Published: Friday, December 14, 2012, 8:54 p.m.
Updated: Tuesday, February 19, 2013

The letter “PLCB yields real money” (Dec. 7 and TribLIVE.com) by Wendell W. Young IV, United Food and Commercial Workers Pennsylvania Wine and Spirits Council president, is yawningly similar to everything else he has been saying to defend the police-enforced state retail monopoly the past few years — and it's still buncombe.

The PLCB “generated more than $500 million in profits and taxes”? A private system would still collect the taxes, over 75 percent of that total and probably more; fewer people would buy booze out of state. The “profits” are variable and nowhere near what they could be, thanks to inflated overhead and costly failures like the wine kiosks.

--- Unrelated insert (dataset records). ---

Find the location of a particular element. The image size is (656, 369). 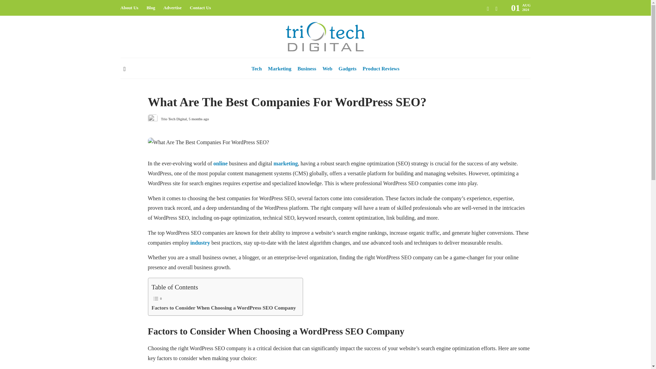

Factors to Consider When Choosing a WordPress SEO Company is located at coordinates (224, 308).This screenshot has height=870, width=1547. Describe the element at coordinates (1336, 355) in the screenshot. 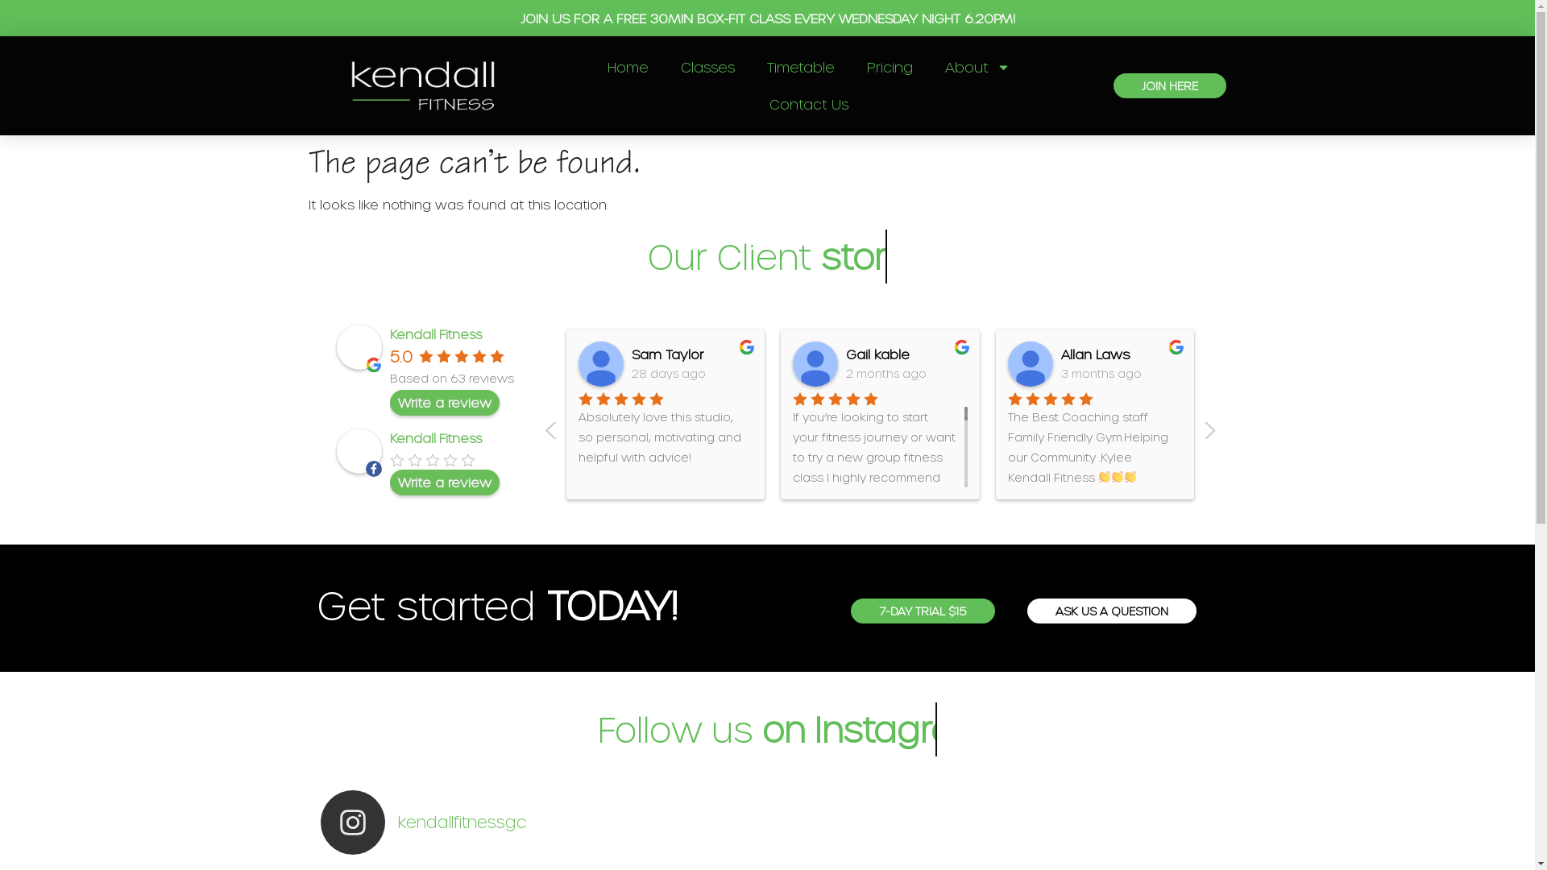

I see `Angela swift` at that location.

The in-house TableLeaf is the fifth most popular brand of chardonnay? Not surprising: The stores tout it constantly and it's deliberately priced under private brands, a devious use of the agency's monopoly power. If the PLCB outsells private labels and puts them out of business, will we see state-owned wineries, too?

As we've seen from the arrogant parade of PLCB failures and ethical lapses — the kiosks, overstuffed storage trailers, courtesy-training contract and now the ethics investigation of the CEO and former chairman — it's an all-too-independent agency. It's past time to privatize.

Lew Bryson

Langhorne

The writer blogs at noplcb.blogspot.com.